Getting Started With Hexagonal Thinking
Have you heard of hexagonal thinking? It has been around for a while, but it has recently become popular with teachers. Hexagonal thinking is an activity that allows individuals and teams to think about what they have learned and to make connections between ideas. This activity could be used as a review at the end of a lesson or unit, as well as a formative or summative activity. This activity uses all modalities (visual, kinesthetic, and auditory), which helps to increase student engagement.
Getting Started With Hexagonal Thinking
Teachers should decide before the activity whether they would like students to create permanent webs or temporary webs. Permanent webs are glued down on a piece of paper and saved. Temporary webs are laid out on a surface but cleaned up at the end of the class. Students could take a photo of the web before cleaning up to submit their work. For this option, I recommend laminating the hexagons for durability. Students could work individually or in a team. Each individual worker and team receives a set of hexagons to use. Teachers can give students blank hexagons and have them decide which key ideas to write on each one or print the hexagons with terms on them (included in this resource.)Teams should review the terms and discuss how they connect. As they discuss these ideas, they should place the hexagons in connecting webs. (Each hexagon could connect to six other terms.)After teams have created a web, they should continue to evaluate their decisions and move terms around until they believe they have made the strongest connecting web possible. Once the team is satisfied with their web, they should number the strongest connections and elaborate their reasoning for those connections.
Ideas For Use
Hexagonal Thinking can be completed with different requirements:
Students could use the hexagons to make linear connections with different branches.
Students could use a main hexagon and connect as many terms to it as they can (like a flower.)
Teachers could have students create a hexagonal web after lesson one and save it. After each lesson, teachers could have students add new terms to their web.
Assessing The Activity
Teachers can assess the hexagonal webs in different ways.
Grade each team’s discussion of the terms. (Teachers should circulate to each group as they work.)
Grade the completed webs based on how many connections were made.
Grade students’ written or recorded explanations of the connections.

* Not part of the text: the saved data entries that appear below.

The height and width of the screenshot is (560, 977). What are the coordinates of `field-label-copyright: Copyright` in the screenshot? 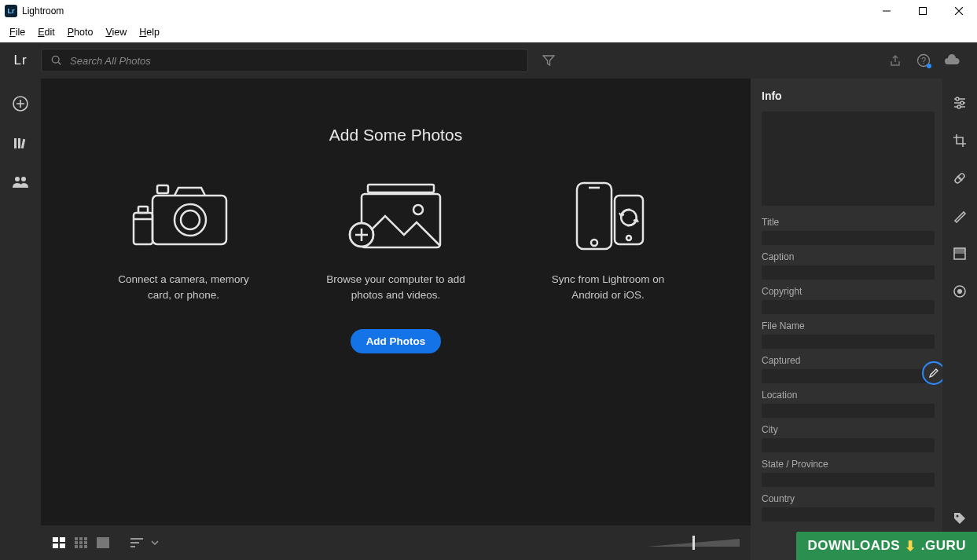 It's located at (848, 291).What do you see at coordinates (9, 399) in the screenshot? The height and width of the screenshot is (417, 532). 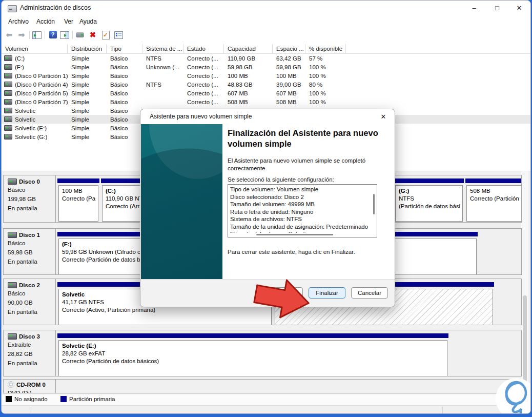 I see `legend-swatch-unallocated` at bounding box center [9, 399].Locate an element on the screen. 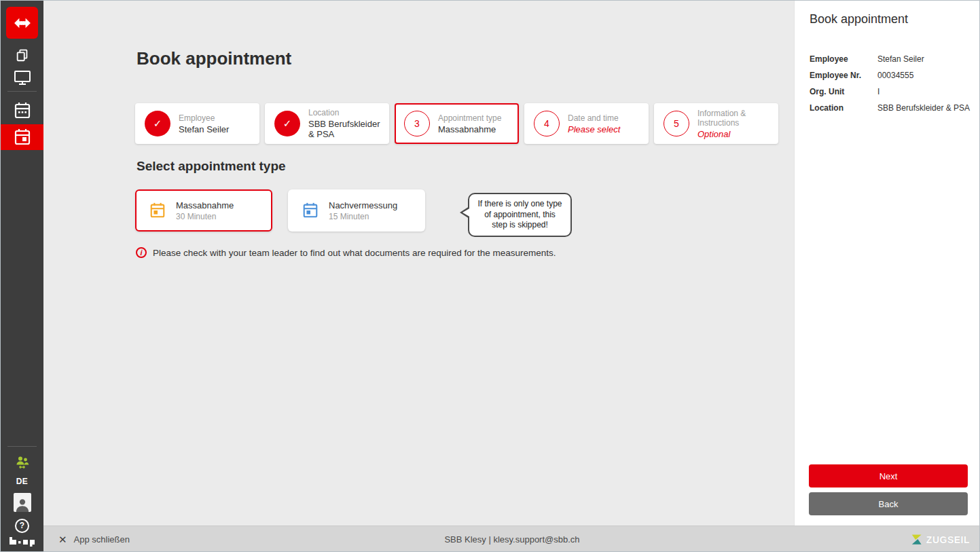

Have students evaluate how their team worked together to complete the project.
Differentiation
This activity can be differentiated easily:
Teachers could change the number of terms students are given.
Teachers could reduce or increase the number of hexagons students need to connect.
Teachers could require students to provide supporting evidence in their explanations.
Teachers could reduce or increase how many connections students need to explain.
Students could record their analysis of the connections using a program like Flipgrid instead of writing them.
Free Hexagonal Thinking Activity
I love hexagonal thinking activities! To make it easy for you to try them with your students, I made this hexagonal thinking activity for you - FREE!